METEOROLOGIST JEFF HABY

The best chart to use when examining the trough / ridge pattern is the 500-millibar chart. As you know, troughs are synonymous with cooler than normal temperatures while ridges are synonymous with warmer than normal temperatures. Troughs can be tilted in one of three ways which include: positive tilt, neutral tilt, and negative tilt. In the Northern Hemisphere, a positively tilted trough tilts from the northeast toward the southwest, a neutrally tilted trough tilts from north to south, and a negatively tilted trough tilts from northwest toward southeast. As a mid-latitude cyclone develops, it tends to begin as a positive tilted trough and end as a neutrally or negatively tilted trough.
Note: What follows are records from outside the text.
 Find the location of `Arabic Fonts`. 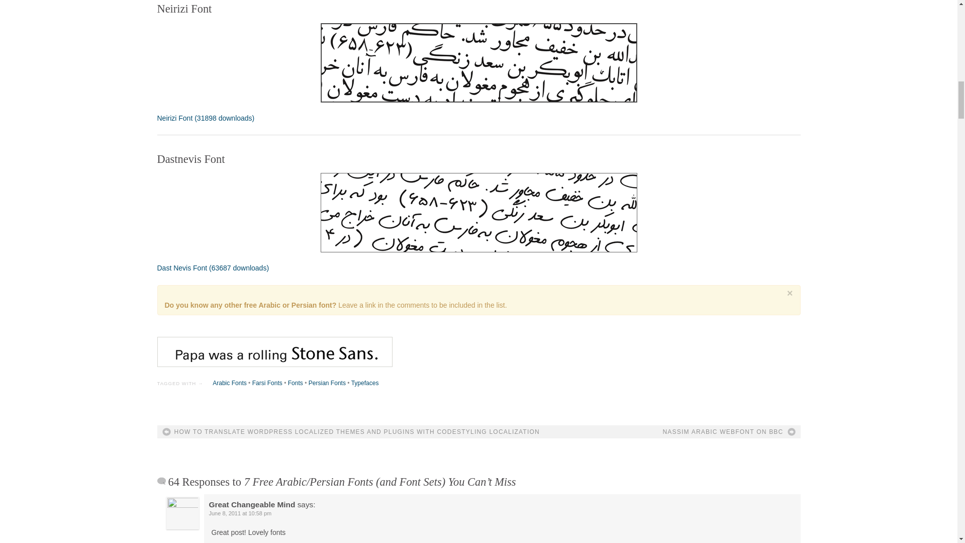

Arabic Fonts is located at coordinates (229, 382).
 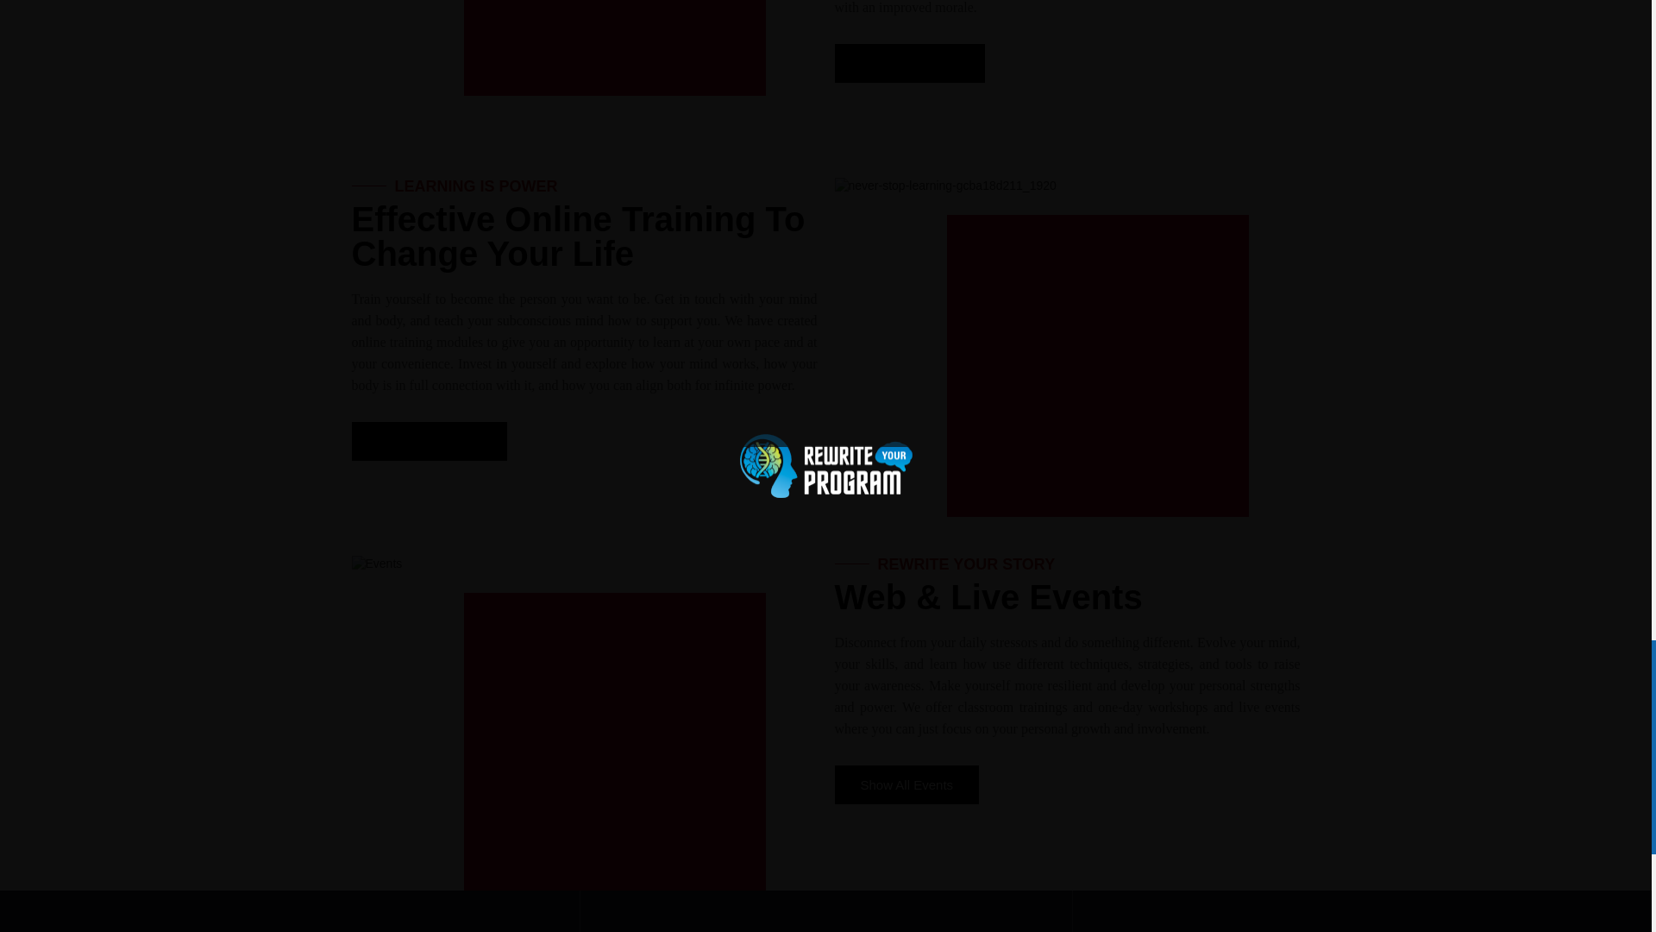 I want to click on See Our Trainings, so click(x=430, y=441).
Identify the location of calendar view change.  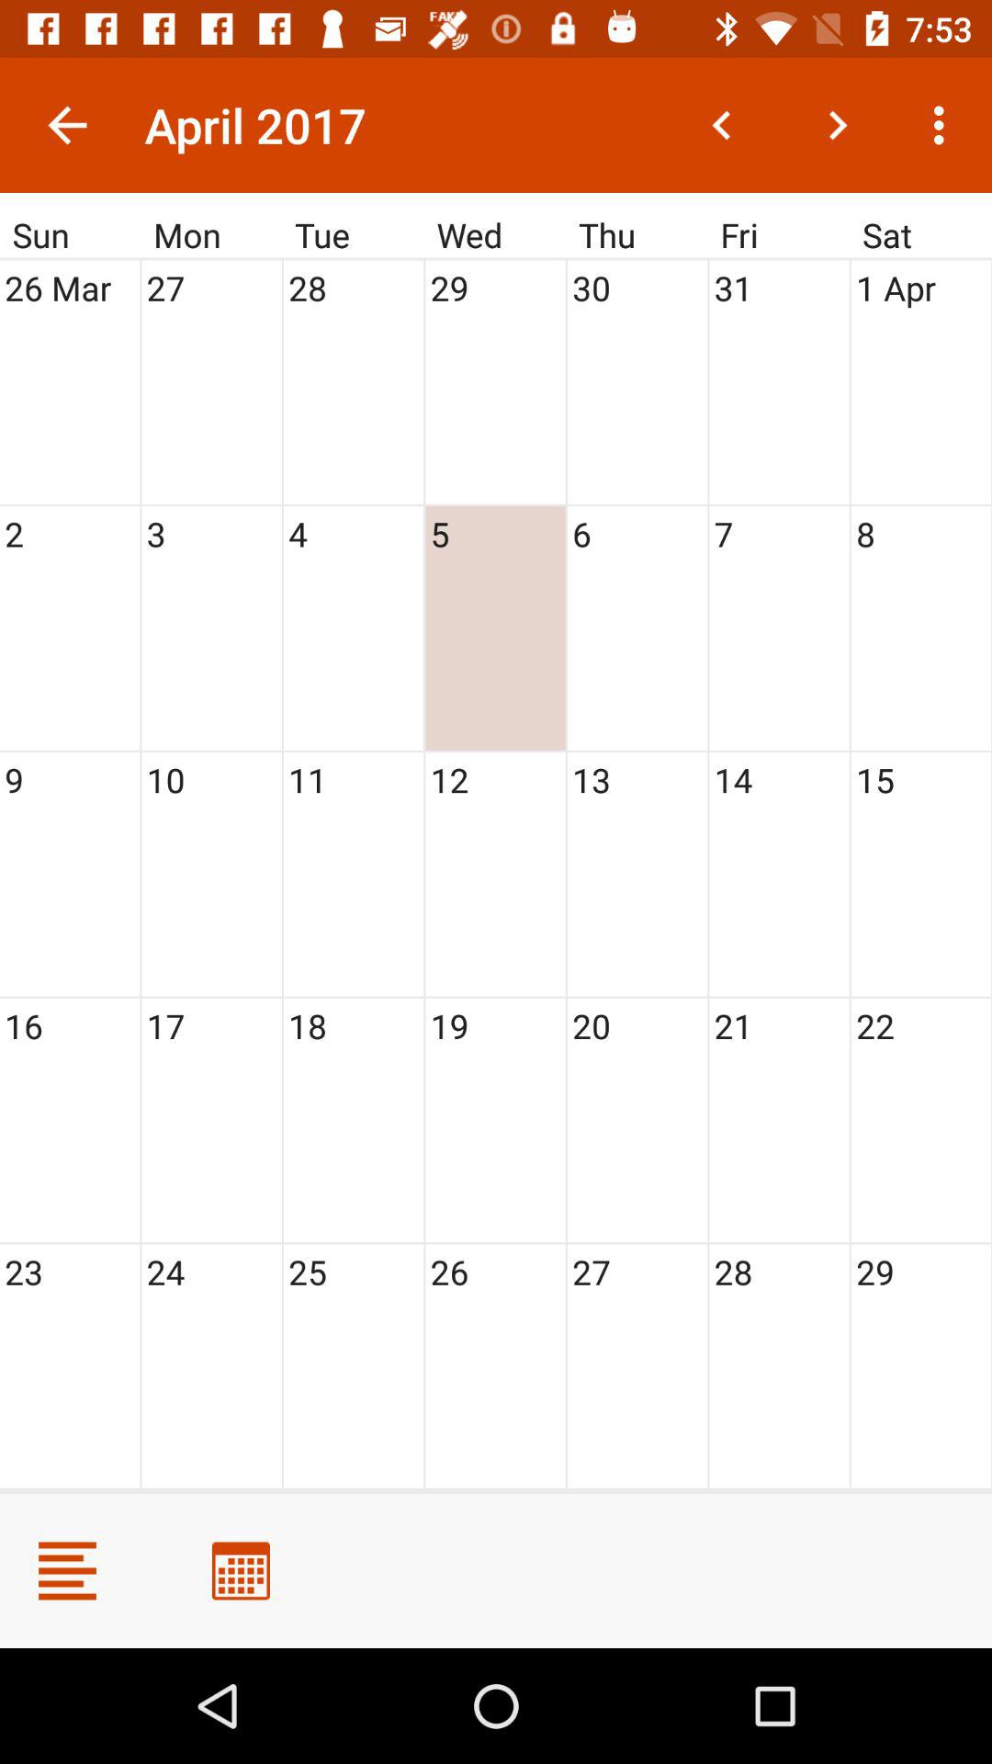
(241, 1571).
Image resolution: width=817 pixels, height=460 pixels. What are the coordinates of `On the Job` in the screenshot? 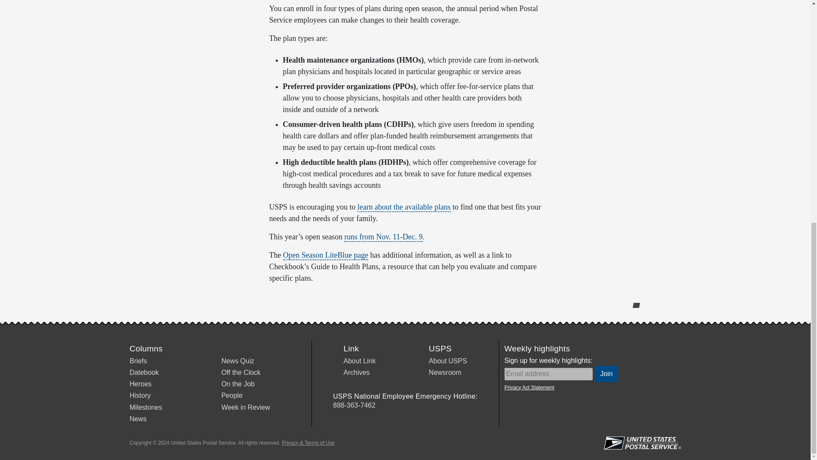 It's located at (237, 384).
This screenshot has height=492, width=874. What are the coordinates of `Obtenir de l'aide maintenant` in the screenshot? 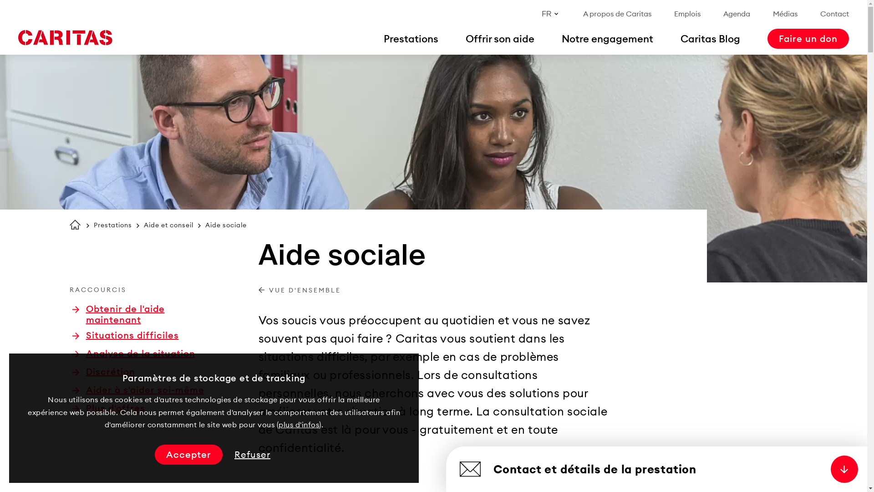 It's located at (142, 314).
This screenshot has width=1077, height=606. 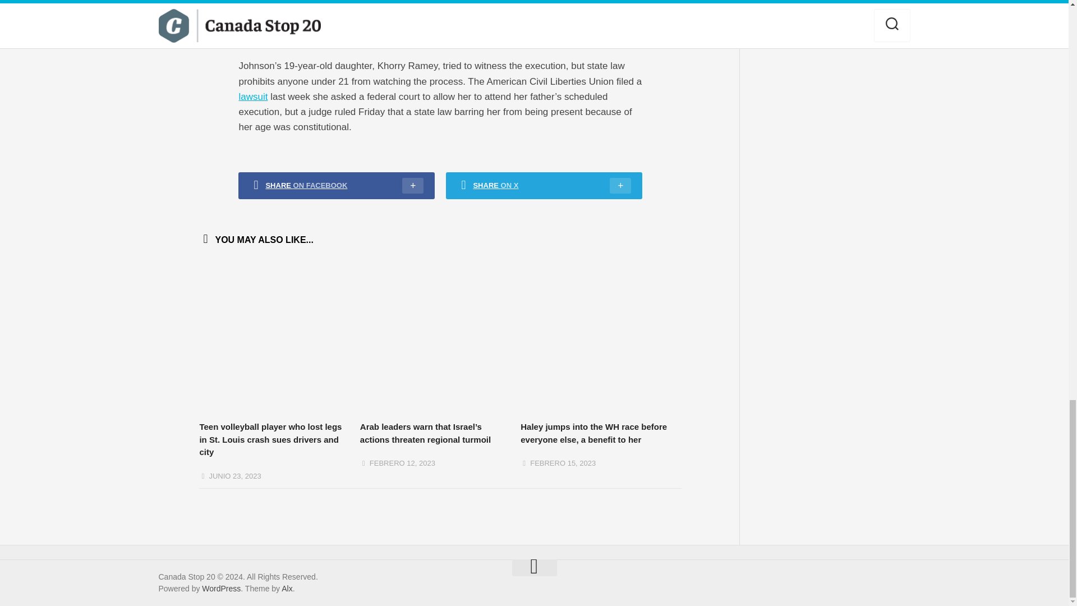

The atmosphere is most unstable when a large trough in association with a strong mid-latitude cyclone becomes NEGATIVELY TILTED. Why? Because on the right side of the trough, the negative tilt causes cold air advection in the upper levels of the atmosphere while the PBL is warm and humid (especially if this situation occurs east of the Rocky Mountains in the fall or spring). Cold air above warm air creates thermodynamic instability and convective instability. A strong jet streak can cause a trough to become negatively tilted and contributes to dynamic lifting. It is the jet stream and jet streaks that are responsible for causing troughs to become more amplified or less amplified. The jet streaks also contribute to the tilt of a trough. Look at the 500-mb chart each day and see if the troughs over the U.S. are highly or weakly amplified and positive, neutral, or negatively tilted.